In the meantime, here is a wonderful article on the subject by Jeanette Winterson, the author of Oranges Are Not the Only Fruit (her only readable book, in my opinion, but that’s another story):
‘Communicating with the dead is risky, especially on constipated ground’
by Jeanette Winterson (The Times, June 2006)
My column on damp squids and holly reefs and other howling etymologies seems to have delighted Times readers enough to send in stacks of their own. In the way of things, I was also bereted by two readers, indeed made into something of an escaped goat, for being sufficiently unfamiliar with the English language to imagine there was such a thing as a damp squid.
Now that I am also the Big Brother household’s favourite read, I shall no doubt suffer the fate of a previous contestant who thought East Angular was a sovereign state somewhere near China.
This is the sort of thing to drive anyone stark raven mad, or indeed to turn this whole column into a bit of a wild elephant. The only thing for it will be to drive off in my hunchback car and get a bit of aquapuncture.
Food seems to offer rich pickings for howlers: a fast-food joint in Singapore calls itself ‘Sudden Food’, but if that has crept up on you too quickly, have pity on the lady still searching for the recipe for Ends Meat, as in ‘I don’t know how I am going to make ends meet’. For the ladies’ man, Damsel Jam seems too good to miss and, for those who want to eat modestly, there is always the microway.
Other readers have been astonished at menu recommendations for Acid spumante (I cannot comment for legal reasons), banana spit, and home-made shepherd’s bush. At a wedding buffet recently, guests were met with Sausage Rolls, followed by Profit Rolls, or elsewhere, Prophetic Rolls, the kind of food, I imagine, that warns you of exactly how ill you are going to be by bedtime.
On the other hand, prophetic rolls might be just the thing to use to strike a happy medium, though why, as our reader inquires, we should wish our psychic friends to be unhappy, or indeed strike them when they are not, remains unclear.
Communicating with the dead is obviously a risky business, especially as they might be buried in constipated ground or, as the Countess of Harewood kindly suggested, have too hastily signed over their Power of Eternity.
One husband told me that his wife likes to say: ‘'If my mother were alive now, she’d turn in her grave.’ I know that’s not quite a fake etymology, but I include it, along with ‘my words fell on stony ears’. This must be close to bear-faced cheek, which might be a relative of the moveable beast, as in ‘Easter is a moveable beast — it all depends on when the hens start laying’.
I feel very sorry for the child who nearly choked on his biblical cord, and for the gentleman who feels ‘out on a limbo’. I think we have all felt out on a limbo sometimes, perhaps especially the lady who ‘has a milestone round her neck’.
I was sent a delicious little book, entitled A Decapitated Coffee, Please. This is a truly bonkers collection of malapropisms and misnomers, lovingly brought together by Des MacHale, and published by a little Irish publisher in Cork called Mercier Press.
Anyone out there — and it seems like most of you — who revels in our linguistic glories should get hold of this book. It is the kind of thing to keep in the loo — which, incidently, to correct one of my readers, doesn’t come from regardez vous, as the night-pail was sloshed out of the window, but from gardez-l’eau, indeed as the posh French chambermaids emptied their posh French chamberpots. Needless to say, the non-French less posh were soon copying the idea and mispronouncing it as Gardy-Loo. It is a bit like our friend San Fairy Ann, who I am told, has a sister called Fairy Nuff.
Anyway, the little book is perfect for the loo, and will cheer you up on those gloomy days when you are feeling a bit down in the mouse, presumably the mouse-hole, which I see is really a mouse-all, because that’s where all the mice live.
A couple of my favourites from the book are: ‘You could have knocked me down with a fender.’ And: ‘Now that I have read a book about Swedish sex, I know where my volvo is.’
Mrs Winterson used to talk about an interfering madam she disliked as a ‘proper Cleopatra’. On further inquiry I discovered she had ‘a rod up her asp’.When I asked what this meant, Mrs Winterson replied: ‘She won’t let sleeping snakes lie.’
Language deserves respect. Anyone who mangles it ought to be slapped.
Update (27 August): A word of caution: if you’re one of those unfortunate people for whom words mean nothing and who couldn’t care less about them but who still insist on writing, be very careful. Using a spellchecker doesn’t help: it doesn’t have a brain and will choose any word that resembles the one you can’t spell and produce a sentence that doesn’t make any more sense than the one you wrote originally. It will be much funnier, though.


Repeat the data word for word. Do not include the pictures.

Start of DATA FOR THIS EXERCISE

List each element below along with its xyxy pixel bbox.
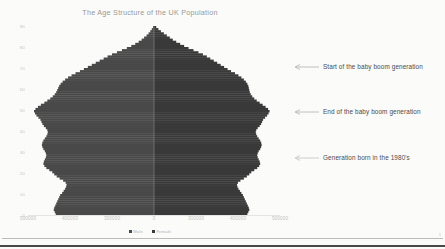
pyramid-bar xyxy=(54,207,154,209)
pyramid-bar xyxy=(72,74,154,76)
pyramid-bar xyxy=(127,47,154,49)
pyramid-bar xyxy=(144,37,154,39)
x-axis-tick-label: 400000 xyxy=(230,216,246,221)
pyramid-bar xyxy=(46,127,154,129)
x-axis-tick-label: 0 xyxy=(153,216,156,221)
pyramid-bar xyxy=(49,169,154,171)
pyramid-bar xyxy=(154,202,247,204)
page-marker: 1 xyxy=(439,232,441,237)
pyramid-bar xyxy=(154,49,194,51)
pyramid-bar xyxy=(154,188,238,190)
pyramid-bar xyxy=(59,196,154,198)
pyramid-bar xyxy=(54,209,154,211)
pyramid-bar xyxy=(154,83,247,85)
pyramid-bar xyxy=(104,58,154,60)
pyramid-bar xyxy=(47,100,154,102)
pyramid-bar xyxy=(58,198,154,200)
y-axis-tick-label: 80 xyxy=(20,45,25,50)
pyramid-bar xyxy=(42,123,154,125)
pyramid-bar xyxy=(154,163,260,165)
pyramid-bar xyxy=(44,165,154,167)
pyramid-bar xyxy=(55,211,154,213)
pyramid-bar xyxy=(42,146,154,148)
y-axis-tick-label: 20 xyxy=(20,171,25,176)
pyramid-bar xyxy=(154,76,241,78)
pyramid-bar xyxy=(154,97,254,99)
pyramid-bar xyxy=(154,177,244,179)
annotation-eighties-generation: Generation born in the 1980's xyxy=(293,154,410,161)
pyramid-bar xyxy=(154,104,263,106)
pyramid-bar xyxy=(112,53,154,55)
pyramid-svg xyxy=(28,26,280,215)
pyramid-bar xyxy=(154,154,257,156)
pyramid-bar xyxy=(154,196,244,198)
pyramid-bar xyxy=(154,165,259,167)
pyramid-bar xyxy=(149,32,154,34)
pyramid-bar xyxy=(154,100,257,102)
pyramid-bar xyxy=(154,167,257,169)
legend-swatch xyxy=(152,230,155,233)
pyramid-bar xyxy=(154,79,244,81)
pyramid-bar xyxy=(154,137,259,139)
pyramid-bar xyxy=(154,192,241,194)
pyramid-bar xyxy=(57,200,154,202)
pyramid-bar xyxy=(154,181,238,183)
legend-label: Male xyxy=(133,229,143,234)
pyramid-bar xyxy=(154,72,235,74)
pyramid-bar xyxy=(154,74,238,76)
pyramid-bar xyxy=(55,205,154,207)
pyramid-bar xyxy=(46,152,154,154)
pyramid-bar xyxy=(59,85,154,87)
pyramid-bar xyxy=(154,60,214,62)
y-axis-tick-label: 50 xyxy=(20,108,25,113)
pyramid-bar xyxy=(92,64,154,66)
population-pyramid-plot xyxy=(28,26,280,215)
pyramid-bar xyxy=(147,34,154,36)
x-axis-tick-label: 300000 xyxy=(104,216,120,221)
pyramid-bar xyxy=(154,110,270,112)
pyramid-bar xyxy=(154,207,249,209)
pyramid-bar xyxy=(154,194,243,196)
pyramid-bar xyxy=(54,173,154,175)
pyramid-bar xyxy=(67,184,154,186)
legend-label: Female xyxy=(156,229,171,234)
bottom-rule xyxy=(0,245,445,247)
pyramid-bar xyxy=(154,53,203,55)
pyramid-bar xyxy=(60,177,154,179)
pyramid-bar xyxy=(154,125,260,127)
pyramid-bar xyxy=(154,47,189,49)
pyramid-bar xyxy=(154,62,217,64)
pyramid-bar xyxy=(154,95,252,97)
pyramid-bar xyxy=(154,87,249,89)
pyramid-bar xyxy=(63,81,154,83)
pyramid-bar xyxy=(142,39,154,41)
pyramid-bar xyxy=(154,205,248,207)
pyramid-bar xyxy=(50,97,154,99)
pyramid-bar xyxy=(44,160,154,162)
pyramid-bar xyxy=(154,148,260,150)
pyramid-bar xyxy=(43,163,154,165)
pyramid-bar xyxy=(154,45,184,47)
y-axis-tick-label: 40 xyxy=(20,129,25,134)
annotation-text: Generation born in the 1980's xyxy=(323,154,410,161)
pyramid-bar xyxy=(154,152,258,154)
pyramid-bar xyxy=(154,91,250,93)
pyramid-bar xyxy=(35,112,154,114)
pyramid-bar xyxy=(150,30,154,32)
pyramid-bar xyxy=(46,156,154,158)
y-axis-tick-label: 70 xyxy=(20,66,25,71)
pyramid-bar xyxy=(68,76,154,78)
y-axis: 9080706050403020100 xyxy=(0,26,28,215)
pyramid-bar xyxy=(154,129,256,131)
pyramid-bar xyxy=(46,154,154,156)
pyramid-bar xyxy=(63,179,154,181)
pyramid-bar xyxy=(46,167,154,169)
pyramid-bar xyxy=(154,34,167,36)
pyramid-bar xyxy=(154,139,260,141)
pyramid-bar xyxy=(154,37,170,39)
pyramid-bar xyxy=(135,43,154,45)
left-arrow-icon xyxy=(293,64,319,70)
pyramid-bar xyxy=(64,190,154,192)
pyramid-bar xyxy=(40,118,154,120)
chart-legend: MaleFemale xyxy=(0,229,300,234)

End of DATA FOR THIS EXERCISE

* _REPLY TO THE EXERCISE_
List each element below along with its xyxy pixel bbox.
pyramid-bar xyxy=(54,207,154,209)
pyramid-bar xyxy=(72,74,154,76)
pyramid-bar xyxy=(127,47,154,49)
pyramid-bar xyxy=(144,37,154,39)
x-axis-tick-label: 400000 xyxy=(230,216,246,221)
pyramid-bar xyxy=(46,127,154,129)
x-axis-tick-label: 0 xyxy=(153,216,156,221)
pyramid-bar xyxy=(49,169,154,171)
pyramid-bar xyxy=(154,202,247,204)
page-marker: 1 xyxy=(439,232,441,237)
pyramid-bar xyxy=(154,49,194,51)
pyramid-bar xyxy=(154,188,238,190)
pyramid-bar xyxy=(59,196,154,198)
pyramid-bar xyxy=(54,209,154,211)
pyramid-bar xyxy=(154,83,247,85)
pyramid-bar xyxy=(104,58,154,60)
pyramid-bar xyxy=(47,100,154,102)
pyramid-bar xyxy=(58,198,154,200)
y-axis-tick-label: 80 xyxy=(20,45,25,50)
pyramid-bar xyxy=(42,123,154,125)
pyramid-bar xyxy=(154,163,260,165)
pyramid-bar xyxy=(44,165,154,167)
pyramid-bar xyxy=(55,211,154,213)
pyramid-bar xyxy=(42,146,154,148)
y-axis-tick-label: 20 xyxy=(20,171,25,176)
pyramid-bar xyxy=(154,76,241,78)
pyramid-bar xyxy=(154,97,254,99)
pyramid-bar xyxy=(154,177,244,179)
annotation-eighties-generation: Generation born in the 1980's xyxy=(293,154,410,161)
pyramid-bar xyxy=(154,104,263,106)
pyramid-bar xyxy=(112,53,154,55)
pyramid-svg xyxy=(28,26,280,215)
pyramid-bar xyxy=(154,154,257,156)
pyramid-bar xyxy=(154,196,244,198)
pyramid-bar xyxy=(154,165,259,167)
pyramid-bar xyxy=(149,32,154,34)
pyramid-bar xyxy=(154,100,257,102)
pyramid-bar xyxy=(154,167,257,169)
legend-swatch xyxy=(152,230,155,233)
pyramid-bar xyxy=(154,79,244,81)
pyramid-bar xyxy=(154,137,259,139)
pyramid-bar xyxy=(154,192,241,194)
pyramid-bar xyxy=(57,200,154,202)
pyramid-bar xyxy=(154,181,238,183)
legend-label: Male xyxy=(133,229,143,234)
pyramid-bar xyxy=(154,72,235,74)
pyramid-bar xyxy=(154,74,238,76)
pyramid-bar xyxy=(55,205,154,207)
pyramid-bar xyxy=(46,152,154,154)
pyramid-bar xyxy=(59,85,154,87)
pyramid-bar xyxy=(154,60,214,62)
y-axis-tick-label: 50 xyxy=(20,108,25,113)
pyramid-bar xyxy=(92,64,154,66)
population-pyramid-plot xyxy=(28,26,280,215)
pyramid-bar xyxy=(147,34,154,36)
x-axis-tick-label: 300000 xyxy=(104,216,120,221)
pyramid-bar xyxy=(154,110,270,112)
pyramid-bar xyxy=(154,207,249,209)
pyramid-bar xyxy=(154,194,243,196)
pyramid-bar xyxy=(54,173,154,175)
pyramid-bar xyxy=(67,184,154,186)
legend-label: Female xyxy=(156,229,171,234)
bottom-rule xyxy=(0,245,445,247)
pyramid-bar xyxy=(154,53,203,55)
pyramid-bar xyxy=(60,177,154,179)
pyramid-bar xyxy=(154,125,260,127)
pyramid-bar xyxy=(154,47,189,49)
pyramid-bar xyxy=(154,62,217,64)
pyramid-bar xyxy=(154,95,252,97)
pyramid-bar xyxy=(154,87,249,89)
pyramid-bar xyxy=(63,81,154,83)
pyramid-bar xyxy=(142,39,154,41)
pyramid-bar xyxy=(154,205,248,207)
pyramid-bar xyxy=(50,97,154,99)
pyramid-bar xyxy=(44,160,154,162)
pyramid-bar xyxy=(154,148,260,150)
pyramid-bar xyxy=(43,163,154,165)
pyramid-bar xyxy=(154,45,184,47)
y-axis-tick-label: 40 xyxy=(20,129,25,134)
annotation-text: Generation born in the 1980's xyxy=(323,154,410,161)
pyramid-bar xyxy=(154,152,258,154)
pyramid-bar xyxy=(154,91,250,93)
pyramid-bar xyxy=(35,112,154,114)
pyramid-bar xyxy=(150,30,154,32)
pyramid-bar xyxy=(46,156,154,158)
y-axis-tick-label: 70 xyxy=(20,66,25,71)
pyramid-bar xyxy=(68,76,154,78)
y-axis: 9080706050403020100 xyxy=(0,26,28,215)
pyramid-bar xyxy=(154,129,256,131)
pyramid-bar xyxy=(46,154,154,156)
pyramid-bar xyxy=(63,179,154,181)
pyramid-bar xyxy=(46,167,154,169)
pyramid-bar xyxy=(154,34,167,36)
pyramid-bar xyxy=(154,139,260,141)
pyramid-bar xyxy=(154,37,170,39)
pyramid-bar xyxy=(135,43,154,45)
left-arrow-icon xyxy=(293,64,319,70)
pyramid-bar xyxy=(64,190,154,192)
pyramid-bar xyxy=(40,118,154,120)
chart-legend: MaleFemale xyxy=(0,229,300,234)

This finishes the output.